The local and international press reported this week that Egypt’s military regime was closing Nadim, a prominent center in Cairo that treats victims of torture. Nadim was one of the last lights flickering in the sea of darkness that Egypt under Sisi has become; the history of the center’s creation, the nature of its work, and the personalities of its founders all ordained its closure.

Magda Adly is not the type to be easily intimidated.

A Fine Journalist Vanishes Into Egypt’s Gulag

There are not many Egyptian journalists like Ismail Alexandrani. A sociologist by training, he was always drawn as a writer and journalist to those who are marginalized in the excitable hurly burly of Egypt’s press and popular culture: Nubians, disabled people, the Sinai Bedouins. This week, his expertise and erudition have dealt him a grim fate: he has been arrested and is being held incognito on improbable charges of supporting terrorism.

Forced to live abroad since last year, Alexandrani tried to slip into Egypt under the radar this week to visit his ailing mother.

An Egypt Where Jews are Good, Islamists Bad, and Palestinians Don’t Exist

The most talked about Egyptian TV series this summer, a historical drama with Jews as the heroes: hard to imagine a fresher angle than that, right?

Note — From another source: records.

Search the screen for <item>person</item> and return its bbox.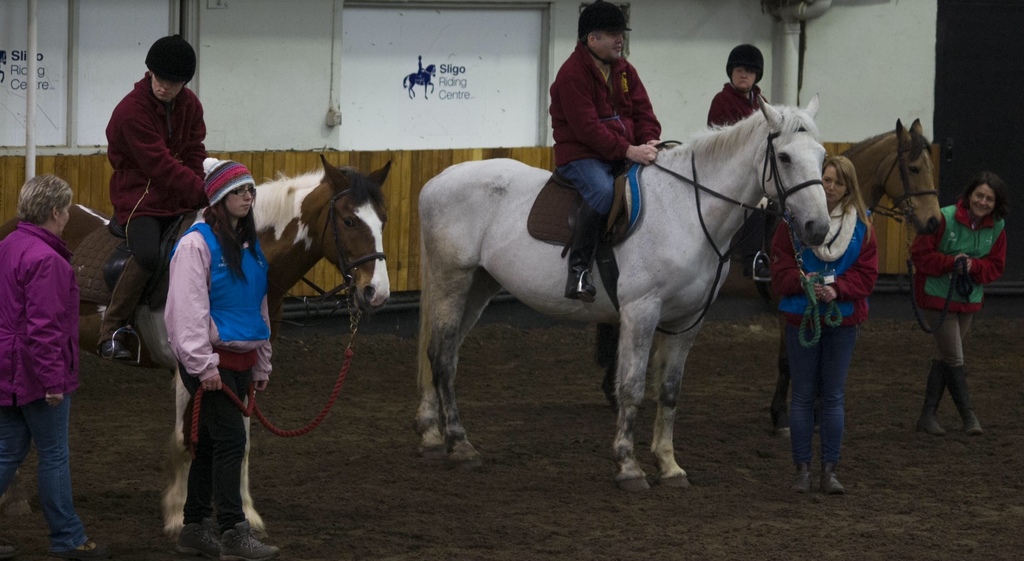
Found: l=0, t=171, r=101, b=560.
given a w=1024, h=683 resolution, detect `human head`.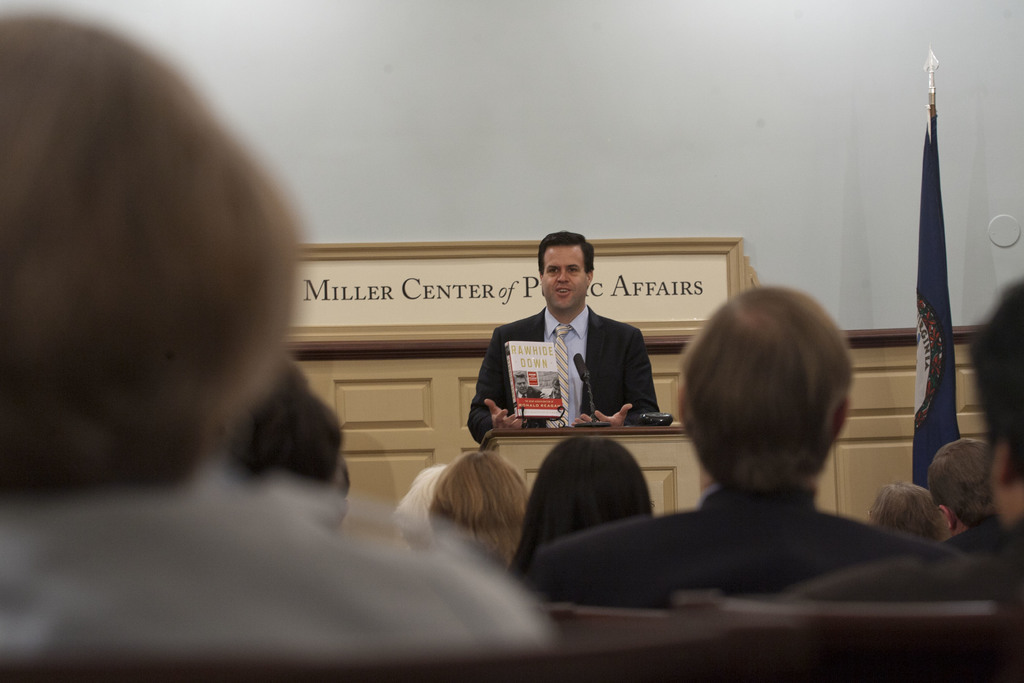
x1=675 y1=290 x2=854 y2=488.
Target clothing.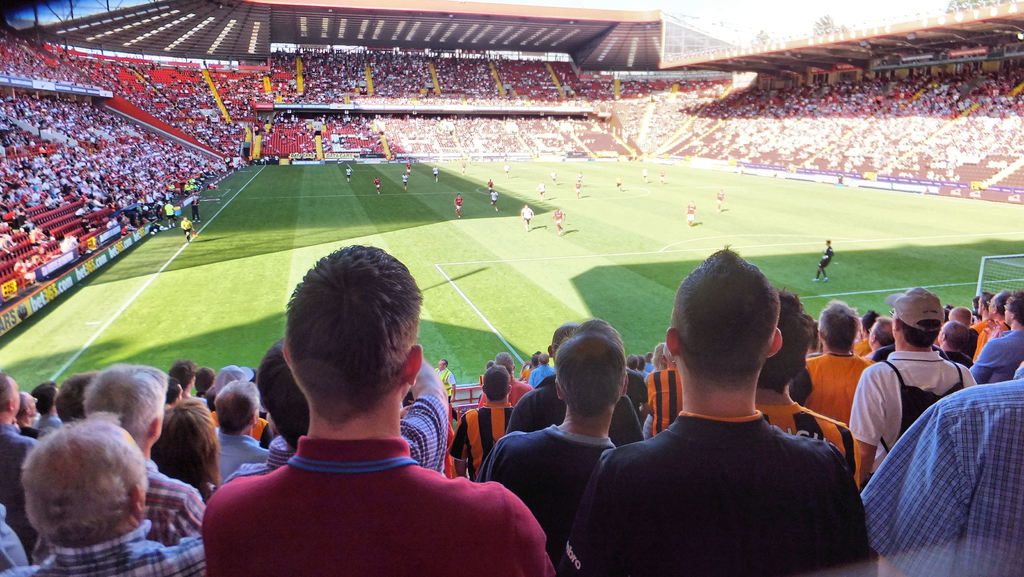
Target region: bbox=(520, 206, 536, 222).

But as Orient XXI’s Celine Lebrun writes here, Harat al-Yahoud, which explicitly exchanged as ‘bad guys’ Jews and Zionists for the Muslim Brothers, was transparent propaganda for the country’s new military rulers.

With sensationalist title, the subject of the TV series by Egyptian director Medhat el-Adl seemed a risky gamble for this summer’s Ramadan month season.